Website Keyword Density: The Holy Grail is in your Authenticity
Posted on | March 1, 2010 | No Comments
An article published today on SEO keyword density raises, yet again, one of the eternal questions asked by website owners: “What is the most effective balance of keywords within a given page of a site?”
The article refers to the widely-held belief that the perfect keyword density on a web page is 2-4%. That sounds about as good of a range as any. Yet, for as long as there has been SEO, search engines, and definitely since Al Gore invented the internet, webmasters and so-called gurus of search have been guilty of landing so far away from that right balance that they either do themselves no good by having ZERO relevant keywords, or, using such an ungodly amount they they get de-indexed by Google and the like. That eternal quest for the right balance is perhaps easier to achieve than you may think… not to say there is one definitive solution, but there are some concepts that will help you get closer to that Holy Grail than where you may be now.
Let’s start, briefly, with the basics. What makes up an effective website? Most often, unless it’s a site that needs to be heavy in images, the primary driver of good usability and being search-friendly is CONTENT. Content, while a vague word in some ways, is largely the copy you post on your website. After all, your visitors come to your site to learn about you, and what better way to do that than to spell out clearly who you are and what you do. You can’t often do that with images alone. So, when thinking of content, site owners need to place themselves in their visitors shoes and ask one basic question:
“If I were my site visitor, what would I want to learn about me or my company?”
Way too often, that essential question gets overlooked in the face of the easier question for website owners to answer, which is. “What do I want to tell my site visitors about me or my company?” Easy, I say, because we get so neck-deep into touting our business and why we’re the best, forgetting the wants and needs of the site visitor’s pursuit of their own questions. Taking the step of researching what your potential customers’ want to take away from visiting your site will lead into…
Effective, Authentic Site Copy!
On each page of your site, likely there is one dominant topic. If I am in advertising, I may be one page dedicated to each of the varieties of advertising I offer. And if you of what you speak, you should have no trouble writing authentic, flowing copy that, does not require you to force keywords into your copy. If you insert keywords into your site pages where they don’t really fit, just for the sake of artifically beefing up your page copy like some juiced up athlete trying to gain an advantage, you’ll be a big ol’ loser in the end.

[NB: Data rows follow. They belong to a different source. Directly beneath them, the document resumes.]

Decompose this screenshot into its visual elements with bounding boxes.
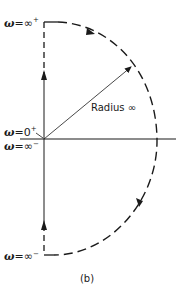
label-omega-zero-plus: ω=0+ (4, 125, 37, 139)
arrow-up-icon (41, 220, 47, 230)
origin-pointer (36, 133, 43, 138)
label-omega-inf-plus: ω=∞+ (4, 16, 39, 30)
arrow-up-icon (41, 70, 47, 80)
nyquist-contour-diagram: ω=∞+ ω=0+ ω=∞− ω=∞− Radius ∞ (b) (0, 0, 181, 289)
label-omega-inf-minus-origin: ω=∞− (4, 140, 39, 153)
label-omega-inf-minus-bottom: ω=∞− (4, 250, 39, 263)
label-radius: Radius ∞ (91, 102, 136, 113)
figure-caption: (b) (80, 273, 94, 284)
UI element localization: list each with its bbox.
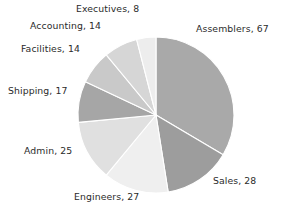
pie-label-engineers: Engineers, 27: [74, 192, 139, 201]
pie-chart: Assemblers, 67 Sales, 28 Engineers, 27 A…: [0, 0, 282, 212]
pie-label-executives: Executives, 8: [76, 4, 139, 13]
pie-label-admin: Admin, 25: [24, 146, 72, 155]
pie-label-sales: Sales, 28: [213, 176, 256, 185]
pie-slice-group: [78, 37, 234, 193]
pie-label-assemblers: Assemblers, 67: [196, 24, 269, 33]
pie-label-accounting: Accounting, 14: [30, 21, 101, 30]
pie-label-facilities: Facilities, 14: [21, 44, 80, 53]
pie-label-shipping: Shipping, 17: [8, 86, 68, 95]
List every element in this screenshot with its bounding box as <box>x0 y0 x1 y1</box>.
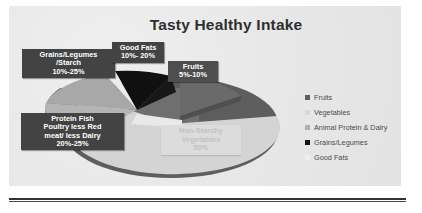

This is because search engine algorithms are keen to those tricks, and will kick you off of the island as swiftly as the sad folk who are voted off Survivor in the season’s first episode. When you are authentic, write your copy with your target audience top of mind (YOU aren’t as important as you think you are!), your keywords will fall into place naturally. This is not a perfect rule, but often it’ll get you at least about 80% of the way there… farther than perhaps any of your competitors.